SOHO’S 2000th Comet Spotted By Student

On December 26, SOHO discovered its 2000th comet.

On December 26, SOHO discovered its 2,000th comet.

Drawing on help from citizen scientists around the world, SOHO has become the single greatest comet finder of all time. This is all the more impressive since SOHO was not specifically designed to find comets, but to monitor the sun.

On December 26, SOHO discovered its 2000th comet.

Quicktime Large (780K) and Small (261K) movies.

MPEG movie (4.9M).

Of course, it is not SOHO itself that discovers the comets — that is the province of the dozens of amateur astronomer volunteers who daily pore over the fuzzy lights dancing across the pictures produced by SOHO’s LASCO (or Large Angle and Spectrometric Coronagraph) cameras.

Over 70 people representing 18 different countries have helped spot comets over the last 15 years by searching through the publicly available SOHO images online.

The 1999th and 2000th comet were both discovered on December 26 by Michal Kusiak (photo below), an astronomy student at Jagiellonian University in Krakow, Poland. Kusiak found his first SOHO comet in November 2007 and has since found more than 100.

Michal Kusiak

(Photo credit: Marcin Kusiak)

It took SOHO ten years to spot its first thousand comets, but only five more to find the next thousand. That’s due partly to increased participation from comet hunters and work done to optimize the images for comet-sighting, but also due to an unexplained systematic increase in the number of comets around the sun. Indeed, December alone has seen an unprecedented 37 new comets spotted so far, a number high enough to qualify as a “comet storm.”

LASCO, the instrument on-board SOHO that has been used to find comets, was not designed primarily for that purpose. The LASCO’s camera blocks out the brightest part of the sun in order to better watch emissions in the sun’s much fainter outer atmosphere, or corona. LASCO’s comet finding skills are a natural side effect — with the sun blocked, it’s also much easier to see dimmer objects such as comets.

Approximately 85% of the comets discovered with LASCO are thought to come from a single group known as the Kreutz family, believed to be the remnants of a single large comet that broke up several hundred years ago. The Kreutz family comets are β€œsungrazers” – bodies whose orbits approach so near the Sun that most are vaporized within hours of discovery – but many of the other LASCO comets boomerang around the sun and return periodically.

One frequent visitor is comet 96P Machholz. Orbiting the sun approximately every six years, this comet has now been seen by SOHO three times.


* _What the task asks_: An exact copy of the records is needed; please leave the images out.

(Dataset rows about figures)
>>>

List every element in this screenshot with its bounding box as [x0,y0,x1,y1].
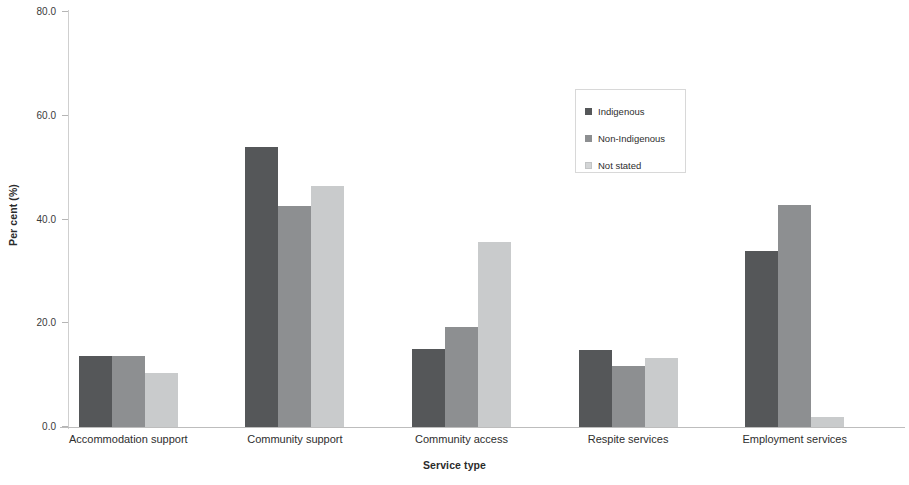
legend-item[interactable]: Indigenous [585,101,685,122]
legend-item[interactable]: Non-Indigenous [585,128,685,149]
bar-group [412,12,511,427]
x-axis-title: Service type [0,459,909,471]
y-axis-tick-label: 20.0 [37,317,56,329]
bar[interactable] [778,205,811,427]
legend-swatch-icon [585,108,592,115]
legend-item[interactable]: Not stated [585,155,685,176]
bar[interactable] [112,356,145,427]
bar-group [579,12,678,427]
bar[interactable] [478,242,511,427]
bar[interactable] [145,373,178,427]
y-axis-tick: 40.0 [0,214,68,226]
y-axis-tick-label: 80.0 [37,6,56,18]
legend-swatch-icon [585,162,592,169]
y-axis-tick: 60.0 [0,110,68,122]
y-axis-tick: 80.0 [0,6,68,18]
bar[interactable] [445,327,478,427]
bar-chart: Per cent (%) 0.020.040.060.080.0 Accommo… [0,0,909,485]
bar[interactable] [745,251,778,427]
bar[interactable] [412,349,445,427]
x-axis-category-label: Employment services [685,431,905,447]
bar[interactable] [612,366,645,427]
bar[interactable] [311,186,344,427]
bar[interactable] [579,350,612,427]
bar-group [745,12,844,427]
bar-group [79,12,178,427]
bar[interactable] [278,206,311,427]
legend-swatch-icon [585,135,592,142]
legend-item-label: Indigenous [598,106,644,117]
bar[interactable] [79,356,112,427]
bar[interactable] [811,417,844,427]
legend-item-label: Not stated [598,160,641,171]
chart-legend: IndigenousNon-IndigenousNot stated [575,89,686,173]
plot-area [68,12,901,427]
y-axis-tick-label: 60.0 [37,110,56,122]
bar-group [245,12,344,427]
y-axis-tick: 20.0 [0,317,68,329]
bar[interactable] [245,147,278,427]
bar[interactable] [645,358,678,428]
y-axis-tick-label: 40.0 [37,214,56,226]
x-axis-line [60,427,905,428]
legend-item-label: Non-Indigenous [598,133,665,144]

<<<

* _Your solution_:
List every element in this screenshot with its bounding box as [x0,y0,x1,y1].
legend-item[interactable]: Indigenous [585,101,685,122]
legend-item[interactable]: Non-Indigenous [585,128,685,149]
bar-group [412,12,511,427]
x-axis-title: Service type [0,459,909,471]
y-axis-tick-label: 20.0 [37,317,56,329]
bar[interactable] [778,205,811,427]
legend-swatch-icon [585,108,592,115]
legend-item[interactable]: Not stated [585,155,685,176]
bar[interactable] [112,356,145,427]
bar-group [579,12,678,427]
bar[interactable] [478,242,511,427]
bar[interactable] [145,373,178,427]
y-axis-tick: 40.0 [0,214,68,226]
y-axis-tick-label: 80.0 [37,6,56,18]
legend-swatch-icon [585,162,592,169]
y-axis-tick: 60.0 [0,110,68,122]
y-axis-tick: 80.0 [0,6,68,18]
bar[interactable] [445,327,478,427]
bar-chart: Per cent (%) 0.020.040.060.080.0 Accommo… [0,0,909,485]
bar[interactable] [745,251,778,427]
bar[interactable] [412,349,445,427]
x-axis-category-label: Employment services [685,431,905,447]
bar[interactable] [612,366,645,427]
bar[interactable] [311,186,344,427]
bar[interactable] [579,350,612,427]
bar-group [745,12,844,427]
bar-group [79,12,178,427]
bar[interactable] [278,206,311,427]
legend-swatch-icon [585,135,592,142]
legend-item-label: Indigenous [598,106,644,117]
bar[interactable] [79,356,112,427]
bar[interactable] [811,417,844,427]
legend-item-label: Not stated [598,160,641,171]
chart-legend: IndigenousNon-IndigenousNot stated [575,89,686,173]
plot-area [68,12,901,427]
y-axis-tick-label: 60.0 [37,110,56,122]
bar-group [245,12,344,427]
y-axis-tick: 20.0 [0,317,68,329]
bar[interactable] [245,147,278,427]
bar[interactable] [645,358,678,428]
y-axis-tick-label: 40.0 [37,214,56,226]
x-axis-line [60,427,905,428]
legend-item-label: Non-Indigenous [598,133,665,144]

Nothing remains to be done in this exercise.